The performance of four different scaling methods was analyzed for five simulated data sets with different overlap and signal to noise ratios. (a) Illustration of the tested data sets and their experimental overlap. Rows of the tile plots correspond to the different experiments (scaling effects), columns correspond to different experimental conditions (biological effects). Tiles indicate whether the respective condition was measured in the respective experiment (colored) or not (white). Those experiments describing the exact same biological conditions are summarized and colored as replicate sets. Data with low signal to noise ratio is indicated by shaded area. (b) The performance of the different scaling methods was assessed based on the standard deviation of the respective scaled data and displayed as density plot. Data sets were analyzed with three replicates, i.e. replicate sets consisting of three experiments and with ten replicates, respectively. Note that the methods setSums and fixedPoint often yield very similar results and thus lead to overlaying density plots.
Fig 3Application example for the alignment of Western blot and qPCR data.

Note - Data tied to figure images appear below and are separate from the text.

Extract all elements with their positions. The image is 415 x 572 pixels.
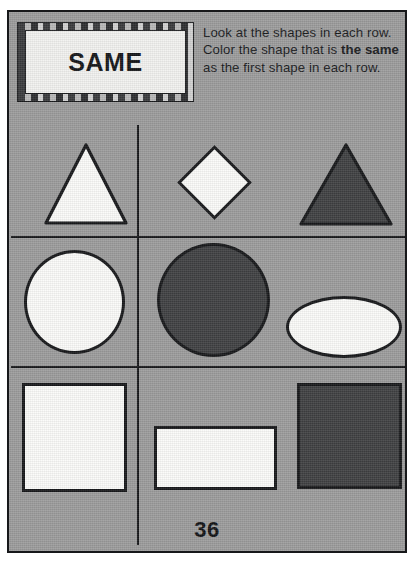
- row2-reference-circle-unfilled[interactable]: [24, 250, 125, 354]
- row3-answer-square-colored[interactable]: [297, 383, 402, 489]
- row1-reference-triangle-outline: [42, 141, 130, 227]
- row3-choice-rectangle-unfilled[interactable]: [154, 426, 277, 490]
- row1-choice-diamond-unfilled[interactable]: [177, 145, 252, 220]
- row1-answer-triangle-colored[interactable]: [297, 141, 395, 229]
- page-title: SAME: [68, 48, 143, 77]
- page-number: 36: [9, 517, 405, 543]
- worksheet-sheet: SAME Look at the shapes in each row. Col…: [7, 10, 407, 553]
- instructions-part-2: as the first shape in each row.: [203, 60, 381, 75]
- grid-divider-row1-row2: [11, 236, 405, 238]
- row2-answer-circle-colored[interactable]: [157, 243, 270, 357]
- worksheet-page: SAME Look at the shapes in each row. Col…: [0, 0, 415, 572]
- title-banner-inner: SAME: [25, 30, 186, 94]
- title-banner: SAME: [17, 22, 194, 102]
- row3-reference-square-unfilled[interactable]: [22, 383, 127, 492]
- grid-divider-row2-row3: [11, 366, 405, 368]
- instructions-text: Look at the shapes in each row. Color th…: [203, 24, 401, 76]
- grid-divider-vertical: [137, 125, 139, 545]
- row2-choice-ellipse-unfilled[interactable]: [286, 296, 402, 358]
- instructions-emphasis: the same: [341, 42, 399, 57]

Raw data of cytoplasmic pSTAT1, measured by Western blot, and SOCS1 mRNA quantified with qPCR, was taken as a subset from [4]. (a, e) Raw data is shown on the original scale (dots) compared to the predictions (dashed interpolating lines) as output by the model. Color indicates the different experiments (gels). (b, f) Illustration of the experimental overlap. Rows correspond to the different gels (scaling effects), columns correspond to different experimental conditions (biological effects). Tiles indicate whether the respective conditions was measured on the respective gel (colored) or not (white). (c, g) Data points after the alignment are shown. Scaled replicates (dots) are colored according to their original gel. On the same common scale, estimated true values are shown as gray interpolating lines. (d, h) Aligned data (dots) and trajectories (linearly interpolating lines) are depicted on the common scale. Color indicates the experimental condition.